SOUTH SOUND | 2013
The series South Sound was made while I was living and working out of a small family cabin built in 1954 on Puget Sound. The cabin is full of family belongings including: piles of old books, records, paintings, drawings, boxes of old photographs, journals, dream diaries and an impressive collection of strange and meaningful objects, including old masks, broken instruments, stones, feathers, primitive figurines, clay bowls and fetishes. One night I happened to pick up a copy of Mysterium Coniunctionis (Jung's last major work before he died), and then I immediately remembered a strange photograph I found in a shoe box under the bed which featured a priest next to an African woman in a green dress. My initial instinct was to juxtapose the photo and the book to see what would happen. From this initial act, South Sound was born. I think of this first image as the key to understanding the rest of the series as it features Jung's book Mysterium Coniunctionis– an inquiry into the separation and alchemical synthesis of psychic opposites. The juxtapositions in the final images are meant to be suggestive rather than expository, relying on the formal and material qualities of the objects within them, as well as their mysterious textual and photographic contents, in order to elicit responses in the viewer that range from synthetic story-making to mute, impassable aporia.
The series South Sound was made while I was living and working out of a small family cabin built in 1954 on Puget Sound. The cabin is full of family belongings including: piles of old books, records, paintings, drawings, boxes of old photographs, journals, dream diaries and an impressive collection of strange and meaningful objects, including old masks, broken instruments, stones, feathers, primitive figurines, clay bowls and fetishes. One night I happened to pick up a copy of Mysterium Coniunctionis (Jung's last major work before he died), and then I immediately remembered a strange photograph I found in a shoe box under the bed which featured a priest next to an African woman in a green dress. My initial instinct was to juxtapose the photo and the book to see what would happen. From this initial act, South Sound was born. I think of this first image as the key to understanding the rest of the series as it features Jung's book Mysterium Coniunctionis– an inquiry into the separation and alchemical synthesis of psychic opposites. The juxtapositions in the final images are meant to be suggestive rather than expository, relying on the formal and material qualities of the objects within them, as well as their mysterious textual and photographic contents, in order to elicit responses in the viewer that range from synthetic story-making to mute, impassable aporia.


(Problem requirements)
Nothing should be left out: output all of the entries exactly.

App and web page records

§

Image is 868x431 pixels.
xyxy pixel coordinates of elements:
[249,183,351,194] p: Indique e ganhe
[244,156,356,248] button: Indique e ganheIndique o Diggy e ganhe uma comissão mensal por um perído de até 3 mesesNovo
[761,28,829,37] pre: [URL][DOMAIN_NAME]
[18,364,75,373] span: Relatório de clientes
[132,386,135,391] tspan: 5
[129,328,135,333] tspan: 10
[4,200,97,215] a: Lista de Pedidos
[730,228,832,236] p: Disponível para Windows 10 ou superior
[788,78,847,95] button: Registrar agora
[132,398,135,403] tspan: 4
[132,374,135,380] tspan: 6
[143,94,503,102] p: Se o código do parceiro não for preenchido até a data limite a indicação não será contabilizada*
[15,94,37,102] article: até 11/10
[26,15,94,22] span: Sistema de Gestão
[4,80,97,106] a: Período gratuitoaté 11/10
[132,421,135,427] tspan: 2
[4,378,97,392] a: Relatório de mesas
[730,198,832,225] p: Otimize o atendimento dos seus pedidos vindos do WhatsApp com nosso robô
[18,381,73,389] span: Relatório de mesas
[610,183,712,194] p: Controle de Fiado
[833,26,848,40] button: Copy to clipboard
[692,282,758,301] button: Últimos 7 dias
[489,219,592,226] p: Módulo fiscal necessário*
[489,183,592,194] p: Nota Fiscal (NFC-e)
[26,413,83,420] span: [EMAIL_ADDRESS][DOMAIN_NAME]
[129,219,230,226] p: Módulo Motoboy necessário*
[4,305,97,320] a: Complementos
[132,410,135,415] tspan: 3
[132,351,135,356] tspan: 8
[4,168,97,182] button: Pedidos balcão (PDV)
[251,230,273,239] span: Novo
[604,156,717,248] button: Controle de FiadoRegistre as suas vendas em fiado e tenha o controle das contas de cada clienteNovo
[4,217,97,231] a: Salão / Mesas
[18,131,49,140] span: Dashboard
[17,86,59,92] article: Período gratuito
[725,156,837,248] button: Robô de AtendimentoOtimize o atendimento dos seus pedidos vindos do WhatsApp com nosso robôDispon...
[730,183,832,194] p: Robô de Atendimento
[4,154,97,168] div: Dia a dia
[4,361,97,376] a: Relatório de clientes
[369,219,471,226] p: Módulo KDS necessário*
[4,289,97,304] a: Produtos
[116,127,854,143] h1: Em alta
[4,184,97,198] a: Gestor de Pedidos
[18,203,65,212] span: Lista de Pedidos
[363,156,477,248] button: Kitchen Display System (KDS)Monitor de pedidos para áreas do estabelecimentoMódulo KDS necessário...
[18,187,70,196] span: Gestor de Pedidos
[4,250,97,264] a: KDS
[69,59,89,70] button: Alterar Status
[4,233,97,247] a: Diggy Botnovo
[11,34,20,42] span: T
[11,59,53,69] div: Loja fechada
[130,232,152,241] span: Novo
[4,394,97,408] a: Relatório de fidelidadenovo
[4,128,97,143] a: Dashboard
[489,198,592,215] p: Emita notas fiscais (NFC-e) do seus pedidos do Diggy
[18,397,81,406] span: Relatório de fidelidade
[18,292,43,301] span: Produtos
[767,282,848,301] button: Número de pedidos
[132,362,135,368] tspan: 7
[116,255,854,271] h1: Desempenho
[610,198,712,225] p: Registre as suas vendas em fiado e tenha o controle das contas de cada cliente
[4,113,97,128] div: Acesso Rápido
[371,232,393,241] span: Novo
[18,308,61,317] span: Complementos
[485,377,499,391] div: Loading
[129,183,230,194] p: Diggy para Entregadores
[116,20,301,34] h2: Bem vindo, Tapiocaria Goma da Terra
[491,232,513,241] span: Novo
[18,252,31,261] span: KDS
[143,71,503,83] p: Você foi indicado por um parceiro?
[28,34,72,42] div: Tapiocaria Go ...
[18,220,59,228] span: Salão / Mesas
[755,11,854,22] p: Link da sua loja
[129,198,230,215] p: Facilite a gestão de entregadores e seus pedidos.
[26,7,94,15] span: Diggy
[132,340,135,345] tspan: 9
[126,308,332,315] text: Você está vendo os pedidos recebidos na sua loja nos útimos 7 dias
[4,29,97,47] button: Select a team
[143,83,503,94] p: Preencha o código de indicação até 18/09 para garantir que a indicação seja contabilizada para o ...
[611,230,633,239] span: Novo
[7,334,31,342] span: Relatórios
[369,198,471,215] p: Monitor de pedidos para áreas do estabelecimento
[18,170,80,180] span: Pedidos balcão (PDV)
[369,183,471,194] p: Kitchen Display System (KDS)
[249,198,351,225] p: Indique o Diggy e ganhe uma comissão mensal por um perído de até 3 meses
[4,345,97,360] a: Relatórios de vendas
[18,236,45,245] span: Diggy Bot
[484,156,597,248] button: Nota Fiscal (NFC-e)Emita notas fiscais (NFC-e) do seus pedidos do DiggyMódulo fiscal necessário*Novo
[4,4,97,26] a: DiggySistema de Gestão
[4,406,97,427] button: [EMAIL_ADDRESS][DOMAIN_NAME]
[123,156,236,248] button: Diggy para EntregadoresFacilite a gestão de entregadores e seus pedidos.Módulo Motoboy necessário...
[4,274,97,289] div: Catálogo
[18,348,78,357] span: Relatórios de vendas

§

(Completed exercise)
Image is 868x431 pixels.
xyxy pixel coordinates of elements:
[249,183,351,194] p: Indique e ganhe
[244,156,356,248] button: Indique e ganheIndique o Diggy e ganhe uma comissão mensal por um perído de até 3 mesesNovo
[761,28,829,37] pre: [URL][DOMAIN_NAME]
[18,364,75,373] span: Relatório de clientes
[132,386,135,391] tspan: 5
[129,328,135,333] tspan: 10
[4,200,97,215] a: Lista de Pedidos
[730,228,832,236] p: Disponível para Windows 10 ou superior
[788,78,847,95] button: Registrar agora
[132,398,135,403] tspan: 4
[132,374,135,380] tspan: 6
[143,94,503,102] p: Se o código do parceiro não for preenchido até a data limite a indicação não será contabilizada*
[15,94,37,102] article: até 11/10
[26,15,94,22] span: Sistema de Gestão
[4,80,97,106] a: Período gratuitoaté 11/10
[132,421,135,427] tspan: 2
[4,378,97,392] a: Relatório de mesas
[730,198,832,225] p: Otimize o atendimento dos seus pedidos vindos do WhatsApp com nosso robô
[18,381,73,389] span: Relatório de mesas
[610,183,712,194] p: Controle de Fiado
[833,26,848,40] button: Copy to clipboard
[692,282,758,301] button: Últimos 7 dias
[489,219,592,226] p: Módulo fiscal necessário*
[489,183,592,194] p: Nota Fiscal (NFC-e)
[26,413,83,420] span: [EMAIL_ADDRESS][DOMAIN_NAME]
[129,219,230,226] p: Módulo Motoboy necessário*
[4,305,97,320] a: Complementos
[132,410,135,415] tspan: 3
[132,351,135,356] tspan: 8
[4,168,97,182] button: Pedidos balcão (PDV)
[251,230,273,239] span: Novo
[604,156,717,248] button: Controle de FiadoRegistre as suas vendas em fiado e tenha o controle das contas de cada clienteNovo
[4,217,97,231] a: Salão / Mesas
[18,131,49,140] span: Dashboard
[17,86,59,92] article: Período gratuito
[725,156,837,248] button: Robô de AtendimentoOtimize o atendimento dos seus pedidos vindos do WhatsApp com nosso robôDispon...
[730,183,832,194] p: Robô de Atendimento
[4,154,97,168] div: Dia a dia
[4,361,97,376] a: Relatório de clientes
[369,219,471,226] p: Módulo KDS necessário*
[4,289,97,304] a: Produtos
[116,127,854,143] h1: Em alta
[4,184,97,198] a: Gestor de Pedidos
[18,203,65,212] span: Lista de Pedidos
[363,156,477,248] button: Kitchen Display System (KDS)Monitor de pedidos para áreas do estabelecimentoMódulo KDS necessário...
[18,187,70,196] span: Gestor de Pedidos
[4,250,97,264] a: KDS
[69,59,89,70] button: Alterar Status
[4,233,97,247] a: Diggy Botnovo
[11,34,20,42] span: T
[11,59,53,69] div: Loja fechada
[130,232,152,241] span: Novo
[4,394,97,408] a: Relatório de fidelidadenovo
[4,128,97,143] a: Dashboard
[489,198,592,215] p: Emita notas fiscais (NFC-e) do seus pedidos do Diggy
[18,397,81,406] span: Relatório de fidelidade
[18,292,43,301] span: Produtos
[767,282,848,301] button: Número de pedidos
[132,362,135,368] tspan: 7
[116,255,854,271] h1: Desempenho
[610,198,712,225] p: Registre as suas vendas em fiado e tenha o controle das contas de cada cliente
[4,113,97,128] div: Acesso Rápido
[371,232,393,241] span: Novo
[18,308,61,317] span: Complementos
[485,377,499,391] div: Loading
[129,183,230,194] p: Diggy para Entregadores
[116,20,301,34] h2: Bem vindo, Tapiocaria Goma da Terra
[491,232,513,241] span: Novo
[18,252,31,261] span: KDS
[143,71,503,83] p: Você foi indicado por um parceiro?
[28,34,72,42] div: Tapiocaria Go ...
[18,220,59,228] span: Salão / Mesas
[755,11,854,22] p: Link da sua loja
[129,198,230,215] p: Facilite a gestão de entregadores e seus pedidos.
[26,7,94,15] span: Diggy
[132,340,135,345] tspan: 9
[126,308,332,315] text: Você está vendo os pedidos recebidos na sua loja nos útimos 7 dias
[4,29,97,47] button: Select a team
[143,83,503,94] p: Preencha o código de indicação até 18/09 para garantir que a indicação seja contabilizada para o ...
[611,230,633,239] span: Novo
[7,334,31,342] span: Relatórios
[369,198,471,215] p: Monitor de pedidos para áreas do estabelecimento
[18,170,80,180] span: Pedidos balcão (PDV)
[369,183,471,194] p: Kitchen Display System (KDS)
[249,198,351,225] p: Indique o Diggy e ganhe uma comissão mensal por um perído de até 3 meses
[4,345,97,360] a: Relatórios de vendas
[18,236,45,245] span: Diggy Bot
[484,156,597,248] button: Nota Fiscal (NFC-e)Emita notas fiscais (NFC-e) do seus pedidos do DiggyMódulo fiscal necessário*Novo
[4,4,97,26] a: DiggySistema de Gestão
[4,406,97,427] button: [EMAIL_ADDRESS][DOMAIN_NAME]
[123,156,236,248] button: Diggy para EntregadoresFacilite a gestão de entregadores e seus pedidos.Módulo Motoboy necessário...
[4,274,97,289] div: Catálogo
[18,348,78,357] span: Relatórios de vendas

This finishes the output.